A-Team Group’s Data Management Summit USA Virtual Day Two was based on the theme of best practices for data driven strategies in today’s new normal. The day started with an informative live keynote from Arvind Joshi, director of data management at Scotiabank, on how to establish data quality for analytics. This was followed by three live Q&As dedicated to laying strong data foundations, migrating to the cloud, and exploring the next frontier of ESG data management.
Andrew Delaney, A-Team Group president and chief content officer, set the ball rolling with an audience poll asking, ‘What is the biggest challenge you face in establishing a strong data management foundation to enable value creating activities in your organisation?’. The answer was loud and clear, improving business ownership and accountability for data.
Practitioner keynote
With the scene set and the audience’s pressing data management problems identified, Delaney handed over to Joshi, who presented an outline of how to achieve data quality for analytics. He started with a pyramid view of data as the foundation in the hierarchy of decision making, explaining that when you provide context to data it becomes information, when information becomes actionable it becomes knowledge, and at the top of the pyramid, when you apply knowledge, you have insight for decision making.
Noting that root-cause analysis for data issues can be a problem as it is often manual and time consuming, Joshi suggested a predictive data quality approach including continuous and deep data profiling and adaptive rules.
He finished with a a detailed and colourful chart representing a data quality framework designed to assess the health of data and identify data risks, analyse and provide insight into the root causes of poor data quality, and provide appropriate remediation recommendations to enhance data for analytics activities. Key headers – assessment, discovery, profiling, remediation and monitoring.
Data foundations Q&A
The first live Q&A of the day was hosted by Delaney and joined by members of the Summit’s panel on ‘laying the data foundations for creating reusable enterprise assets’. Joshi stayed on board and was joined by Predrag Dizdarevic, partner, Element 22; Sumanda Basu, director data governance and data management technology, Societe Generale; Laura Hahn, director, enterprise data management, TD Ameritrade; Peggy Tsai, vice president of data solutions, BigID; Stuart Harvey, CEO, Datactics; Kieran Seaward, head of sales, Datactics; and Linda Coffman, executive vice president, SmartStream RDU.
Audience questions came thick and fast, and ranged from how will machine learning and AI help with data quality analytics in future – it will churn large data sets to understand and find pain points far faster then SMEs, to how to achieve different levels of data quality for different problems – you need to understand your data domain and business objectives, why do data projects fail – you may be trying to do to much or too little, and what is the biggest change needed in data management – machine learning to automate and scale data discovery for data quality.
Migrating to the cloud Q&A
Turning to the buy-side, the second live Q&A was joined by members of the Summit panel ‘migrating to the cloud and adopting managed data services to support your digital journey’.
In the hot seats this time were Duncan Cooper, head of data product, HSBC Securities Services; Praveen Reddy, vice president, enterprise information and technology architecture, Voya Financial; Steven Roe, CEO, West Highland; Nathan Wolaver, managing director Americas, Asset Control; Aravind Kamath, managing director, State Street; Sam Sundera, head, future business, SIX; and Jeff Shortis, data platform product owner, Charles River Development.
The session started off with a sharp reminder of the need for multiple cloud solutions following an outage at Azure and went on to provide advice for practitioners embarking on cloud strategy – one size does not fit all, you need a hybrid multi cloud strategy. On the delicate question of how the buy-side has responded to COVID-19, general agreement was that the pandemic has accelerated migration to the cloud, prioritised important business and customer requirements, and underlined the need for resilience, not only in technology, but also in people and skills.
ESG and sustainable investing Q&A
The final live Q&A of the Summit discussed ESG and was joined by members from the panel ‘The next frontier – data management for ESG and sustainable investing’. Answering the questions were Suvrat Bansal, chief data officer, UBS Asset Management; Chris Johnson, senior product manager, market data, HSBC Securities Services; Rachel Segal, ESG analyst, Pzena Investment Management; Debarshi Basu, director, head of quantitative research, Blackrock Sustainable Investing; and Kieran Gallagher, executive director, head of product management for EDM Warehouse, IHS Markit.
Acknowledging that ‘ESG is the next big thing’, Delaney posed a number of questions to the panel, starting with why is that? Consensus here was that demand for ESG data from clients is growing quickly and is being met by an evolving data set, collection process and use of machine learning to uncover insights in unstructured data. Climate and environment data have long been the leaders, governance is old hat, and COVID-19 has underlined the importance of the S in ESG with social issues coming to the fore.
All good, but challenges are rife in this emerging data sector and include a lack of standardisation, inconsistency across data providers, and the implications of forthcoming EU ESG regulation. Advice for data practitioners working with ESG data? Look before you leap, the time to pay attention is now, and this will be big, you must get it right.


• PROBLEM DETAILS:
Your answer should be every line with the word "edge", copied from the data below.

(Data tied to figure images)
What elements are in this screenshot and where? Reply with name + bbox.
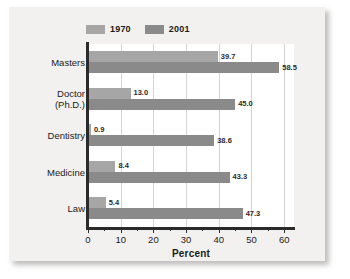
bar-row: 0.938.6	[88, 117, 294, 154]
bar-2001-law: 47.3	[88, 208, 243, 219]
x-axis-title: Percent	[88, 248, 294, 259]
bar-1970-doctorphd: 13.0	[88, 88, 131, 99]
x-tick-minor	[202, 227, 203, 231]
chart-figure: 1970 2001 Degree and field of study Mast…	[0, 0, 350, 279]
y-axis-line	[86, 42, 89, 229]
category-label: Medicine	[38, 167, 85, 178]
x-axis-tick-labels: 0102030405060	[88, 234, 294, 246]
legend-label-1970: 1970	[110, 25, 131, 34]
bar-row: 5.447.3	[88, 190, 294, 227]
x-tick-major	[219, 227, 220, 233]
bar-value-label: 58.5	[282, 64, 297, 72]
legend-swatch-1970	[86, 25, 105, 34]
category-label-line: (Ph.D.)	[38, 99, 85, 110]
bar-2001-medicine: 43.3	[88, 172, 230, 183]
bar-2001-dentistry: 38.6	[88, 135, 214, 146]
bar-value-label: 5.4	[109, 199, 119, 207]
x-tick-minor	[268, 227, 269, 231]
x-tick-label: 10	[115, 234, 126, 245]
x-tick-major	[121, 227, 122, 233]
x-tick-minor	[170, 227, 171, 231]
x-tick-label: 50	[246, 234, 257, 245]
category-label: Law	[38, 203, 85, 214]
chart-legend: 1970 2001	[86, 23, 190, 36]
x-tick-label: 20	[148, 234, 159, 245]
bar-value-label: 38.6	[217, 137, 232, 145]
x-tick-major	[153, 227, 154, 233]
bar-value-label: 39.7	[221, 53, 236, 61]
x-tick-label: 0	[85, 234, 90, 245]
bar-2001-doctorphd: 45.0	[88, 99, 235, 110]
category-label-line: Law	[38, 203, 85, 214]
bar-value-label: 47.3	[246, 210, 261, 218]
legend-label-2001: 2001	[169, 25, 190, 34]
x-tick-major	[251, 227, 252, 233]
bar-value-label: 8.4	[118, 163, 128, 171]
plot-area: 39.758.513.045.00.938.68.443.35.447.3	[88, 44, 294, 227]
x-tick-major	[88, 227, 89, 233]
bar-value-label: 43.3	[233, 174, 248, 182]
bar-1970-medicine: 8.4	[88, 161, 115, 172]
bar-value-label: 0.9	[94, 126, 104, 134]
x-tick-label: 30	[181, 234, 192, 245]
bar-row: 39.758.5	[88, 44, 294, 81]
category-label: Dentistry	[38, 130, 85, 141]
legend-entry-2001: 2001	[145, 25, 190, 34]
category-label-line: Dentistry	[38, 130, 85, 141]
bar-value-label: 13.0	[134, 89, 149, 97]
x-tick-minor	[104, 227, 105, 231]
x-tick-minor	[137, 227, 138, 231]
y-axis-tick-labels: MastersDoctor(Ph.D.)DentistryMedicineLaw	[38, 44, 85, 227]
bar-row: 13.045.0	[88, 81, 294, 118]
bar-1970-law: 5.4	[88, 197, 106, 208]
bar-row: 8.443.3	[88, 154, 294, 191]
legend-swatch-2001	[145, 25, 164, 34]
x-tick-label: 60	[279, 234, 290, 245]
category-label-line: Masters	[38, 57, 85, 68]
bar-rows: 39.758.513.045.00.938.68.443.35.447.3	[88, 44, 294, 227]
category-label: Masters	[38, 57, 85, 68]
category-label-line: Medicine	[38, 167, 85, 178]
bar-value-label: 45.0	[238, 100, 253, 108]
legend-entry-1970: 1970	[86, 25, 131, 34]
category-label: Doctor(Ph.D.)	[38, 88, 85, 110]
bar-1970-masters: 39.7	[88, 51, 218, 62]
x-tick-major	[186, 227, 187, 233]
x-tick-major	[284, 227, 285, 233]
bar-2001-masters: 58.5	[88, 62, 279, 73]
category-label-line: Doctor	[38, 88, 85, 99]
x-tick-minor	[235, 227, 236, 231]
x-tick-label: 40	[213, 234, 224, 245]
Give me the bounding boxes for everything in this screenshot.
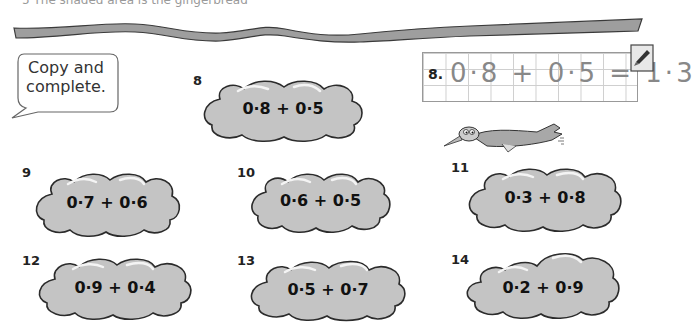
bird-illustration <box>442 118 567 158</box>
instruction-text: Copy and complete. <box>18 58 114 96</box>
question-expression: 0·6 + 0·5 <box>248 191 393 210</box>
question-expression: 0·3 + 0·8 <box>465 188 625 207</box>
example-label: 8. <box>428 66 443 82</box>
question-expression: 0·2 + 0·9 <box>463 278 623 297</box>
question-cloud: 0·8 + 0·5 <box>198 77 368 143</box>
question-cloud: 0·6 + 0·5 <box>248 170 393 234</box>
question-number: 9 <box>22 165 31 180</box>
question-expression: 0·7 + 0·6 <box>32 193 182 212</box>
question-cloud: 0·5 + 0·7 <box>247 258 409 322</box>
pencil-icon <box>630 44 654 72</box>
question-expression: 0·5 + 0·7 <box>247 280 409 299</box>
question-cloud: 0·2 + 0·9 <box>463 250 623 320</box>
question-cloud: 0·9 + 0·4 <box>35 255 195 321</box>
question-cloud: 0·7 + 0·6 <box>32 168 182 238</box>
question-cloud: 0·3 + 0·8 <box>465 165 625 233</box>
question-expression: 0·9 + 0·4 <box>35 278 195 297</box>
ribbon-banner <box>0 0 654 50</box>
example-equation: 0·8 + 0·5 = 1·3 <box>450 58 696 88</box>
question-expression: 0·8 + 0·5 <box>198 99 368 118</box>
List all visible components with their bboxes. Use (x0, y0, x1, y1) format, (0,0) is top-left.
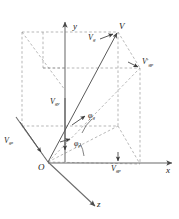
vector-Vgz-arrow (20, 122, 41, 152)
axis-z-line (48, 162, 95, 206)
box-edge-diag-rear (22, 32, 65, 90)
angle-label-phi-g-sub: g (92, 115, 94, 120)
vector-label-Vgp-sub: gp (116, 168, 121, 173)
angle-label-phi-g: φg (88, 112, 95, 121)
vector-label-Vgz: Vgz (4, 137, 13, 146)
vector-label-Vgy-sub: gy (55, 101, 60, 106)
vector-Vg-label-pointer (100, 34, 113, 39)
vector-label-Vgp-prime: V′gp (142, 58, 153, 68)
vector-label-Vg-sub: g (93, 37, 95, 42)
vector-label-Vg: Vg (88, 34, 95, 43)
point-label-V: V (119, 22, 125, 31)
vector-decomposition-figure: y x z O V Vg V′gp Vgy Vgz Vgp φg φp (0, 0, 179, 219)
axis-label-x: x (166, 166, 170, 175)
angle-label-phi-p-sub: p (78, 143, 80, 148)
vector-label-Vgz-sub: gz (9, 140, 13, 145)
angle-arcs-group (80, 119, 92, 156)
angle-phi-g-pointer (72, 116, 85, 125)
vector-label-Vgy: Vgy (50, 98, 60, 107)
vector-label-Vgp: Vgp (111, 165, 121, 174)
point-label-origin: O (38, 163, 45, 172)
axis-label-y: y (73, 22, 77, 31)
vector-label-Vgp-prime-sub: gp (148, 62, 153, 67)
angle-label-phi-p: φp (74, 140, 81, 149)
axis-label-z: z (97, 200, 101, 209)
box-edge-rear-right-to-front-bottom (118, 126, 140, 164)
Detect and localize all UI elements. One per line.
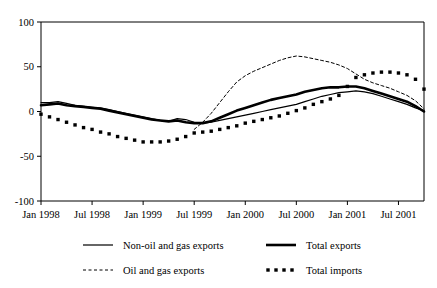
legend-item-2[interactable]: Oil and gas exports xyxy=(83,265,204,276)
line-chart: -100-50050100 Jan 1998Jul 1998Jan 1999Ju… xyxy=(0,0,437,288)
data-point-marker xyxy=(354,76,357,79)
series-0-line xyxy=(41,91,424,123)
data-point-marker xyxy=(388,70,391,73)
data-point-marker xyxy=(184,135,187,138)
data-point-marker xyxy=(158,140,161,143)
legend-label: Total exports xyxy=(306,240,361,251)
y-tick-label: -100 xyxy=(15,196,34,207)
data-point-marker xyxy=(210,129,213,132)
x-tick-label: Jul 1999 xyxy=(176,209,212,220)
data-point-marker xyxy=(116,135,119,138)
data-point-marker xyxy=(56,118,59,121)
data-point-marker xyxy=(235,124,238,127)
data-point-marker xyxy=(303,106,306,109)
data-point-marker xyxy=(329,97,332,100)
legend-swatch-dotted xyxy=(274,268,277,271)
data-point-marker xyxy=(73,123,76,126)
y-tick-label: 100 xyxy=(18,17,34,28)
legend-swatch-dotted xyxy=(266,268,269,271)
data-point-marker xyxy=(193,131,196,134)
x-tick-label: Jul 2001 xyxy=(381,209,417,220)
data-point-marker xyxy=(422,87,425,90)
data-point-marker xyxy=(150,140,153,143)
data-point-marker xyxy=(380,70,383,73)
data-point-marker xyxy=(39,112,42,115)
data-point-marker xyxy=(167,139,170,142)
x-tick-label: Jul 2000 xyxy=(278,209,314,220)
data-point-marker xyxy=(175,138,178,141)
data-point-marker xyxy=(65,121,68,124)
data-point-marker xyxy=(269,116,272,119)
data-point-marker xyxy=(252,120,255,123)
data-point-marker xyxy=(278,114,281,117)
data-point-marker xyxy=(244,121,247,124)
data-point-marker xyxy=(320,100,323,103)
legend-label: Oil and gas exports xyxy=(123,265,204,276)
data-point-marker xyxy=(218,128,221,131)
y-tick-label: 0 xyxy=(29,106,34,117)
data-point-marker xyxy=(295,109,298,112)
x-axis-tick-labels: Jan 1998Jul 1998Jan 1999Jul 1999Jan 2000… xyxy=(22,209,416,220)
y-axis-tick-labels: -100-50050100 xyxy=(15,17,34,207)
data-point-marker xyxy=(48,115,51,118)
legend-item-3[interactable]: Total imports xyxy=(266,265,362,276)
data-point-marker xyxy=(405,73,408,76)
data-point-marker xyxy=(227,126,230,129)
data-point-marker xyxy=(141,140,144,143)
data-point-marker xyxy=(261,118,264,121)
data-point-marker xyxy=(346,85,349,88)
legend-swatch-dotted xyxy=(290,268,293,271)
chart-series-group xyxy=(39,56,425,144)
x-tick-label: Jan 1998 xyxy=(22,209,60,220)
y-tick-label: -50 xyxy=(20,151,34,162)
data-point-marker xyxy=(371,71,374,74)
chart-figure: -100-50050100 Jan 1998Jul 1998Jan 1999Ju… xyxy=(0,0,437,288)
legend-swatch-dotted xyxy=(282,268,285,271)
data-point-marker xyxy=(107,132,110,135)
legend-item-1[interactable]: Total exports xyxy=(266,240,361,251)
y-tick-label: 50 xyxy=(24,61,35,72)
data-point-marker xyxy=(124,137,127,140)
data-point-marker xyxy=(286,112,289,115)
data-point-marker xyxy=(90,128,93,131)
legend-label: Non-oil and gas exports xyxy=(123,240,224,251)
x-tick-label: Jul 1998 xyxy=(74,209,110,220)
data-point-marker xyxy=(312,103,315,106)
data-point-marker xyxy=(337,94,340,97)
data-point-marker xyxy=(397,71,400,74)
data-point-marker xyxy=(99,130,102,133)
data-point-marker xyxy=(82,126,85,129)
data-point-marker xyxy=(414,78,417,81)
legend-label: Total imports xyxy=(306,265,362,276)
data-point-marker xyxy=(201,130,204,133)
x-tick-label: Jan 1999 xyxy=(124,209,162,220)
chart-legend: Non-oil and gas exportsTotal exportsOil … xyxy=(83,240,362,276)
data-point-marker xyxy=(363,73,366,76)
data-point-marker xyxy=(133,138,136,141)
x-tick-label: Jan 2000 xyxy=(226,209,264,220)
legend-item-0[interactable]: Non-oil and gas exports xyxy=(83,240,224,251)
x-tick-label: Jan 2001 xyxy=(329,209,367,220)
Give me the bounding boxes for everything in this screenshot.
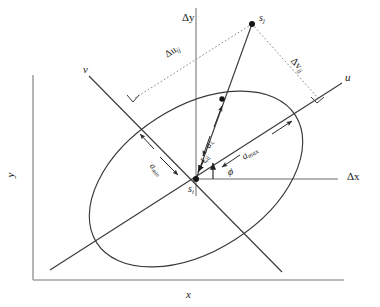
a-max-measure	[222, 121, 292, 167]
du-projection-dotted	[252, 24, 318, 98]
delta-x-axis-label: Δx	[347, 171, 360, 182]
global-x-axis-label: x	[186, 289, 191, 300]
a-min-arrow-outer	[140, 134, 154, 149]
anisotropy-ellipse-diagram: Δy Δx sj si Δuij Δvij u v amax amin aξ ξ…	[0, 0, 380, 307]
point-label-sj: sj	[259, 13, 265, 24]
point-label-si: si	[188, 184, 194, 195]
global-y-axis-label: y	[5, 173, 16, 178]
u-axis-label: u	[345, 72, 351, 83]
dv-projection-dotted	[135, 24, 252, 98]
phi-angle-label: ϕ	[228, 167, 233, 177]
point-ellipse-intersection	[219, 96, 224, 101]
point-sj	[249, 21, 255, 27]
v-axis-label: v	[83, 64, 88, 75]
diagram-canvas	[0, 0, 380, 307]
delta-y-axis-label: Δy	[182, 12, 195, 23]
v-principal-axis	[89, 76, 282, 272]
a-xi-arrow-up	[214, 106, 222, 127]
right-angle-mark-left	[127, 95, 139, 102]
point-si	[193, 176, 199, 182]
a-max-arrow-outer	[272, 121, 292, 134]
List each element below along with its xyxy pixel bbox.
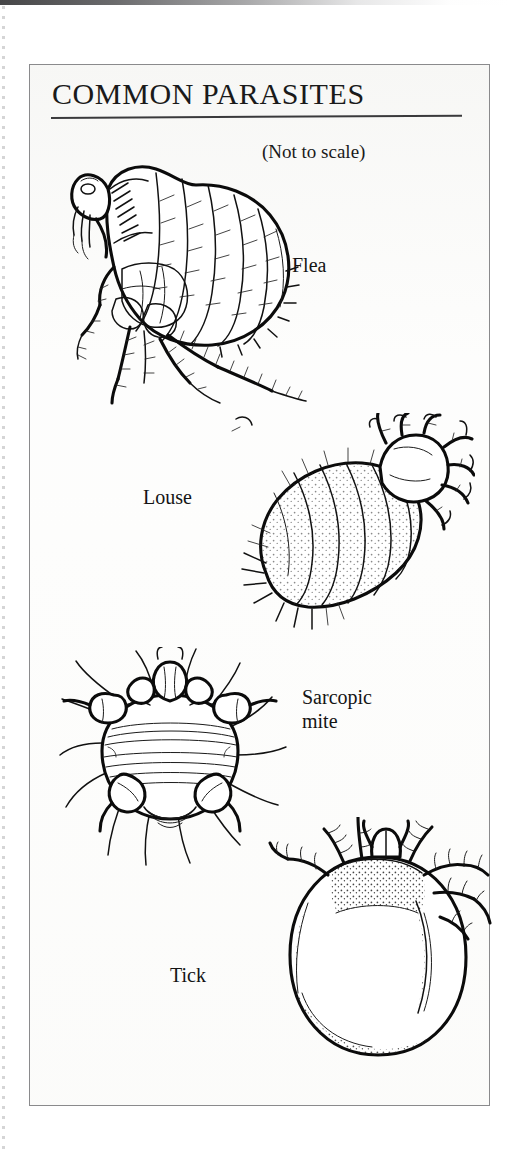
label-mite-line-1: Sarcopic (302, 685, 372, 709)
label-flea-line-1: Flea (292, 253, 326, 277)
label-mite-line-2: mite (302, 709, 372, 733)
scan-edge-left (2, 6, 5, 1156)
page-title: COMMON PARASITES (52, 77, 365, 111)
label-louse: Louse (143, 485, 192, 509)
page-frame: COMMON PARASITES (Not to scale) (29, 64, 490, 1106)
label-flea: Flea (292, 253, 326, 277)
label-tick: Tick (170, 963, 206, 987)
label-sarcopic-mite: Sarcopic mite (302, 685, 372, 734)
label-louse-line-1: Louse (143, 485, 192, 509)
sarcopic-mite-illustration (58, 647, 290, 869)
parasites-illustration-page: COMMON PARASITES (Not to scale) (0, 0, 512, 1156)
label-tick-line-1: Tick (170, 963, 206, 987)
tick-illustration (268, 817, 496, 1065)
scan-edge-top (0, 0, 512, 5)
title-divider-rule (51, 115, 462, 119)
flea-illustration (56, 149, 308, 405)
louse-illustration (230, 413, 475, 649)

• YOUR SOLUTION:
box-edge-diag-rear (22, 32, 65, 90)
box-edge-rear-right-to-front-bottom (118, 126, 140, 164)
scan-edge-left (2, 6, 5, 1156)
scan-edge-top (0, 0, 512, 5)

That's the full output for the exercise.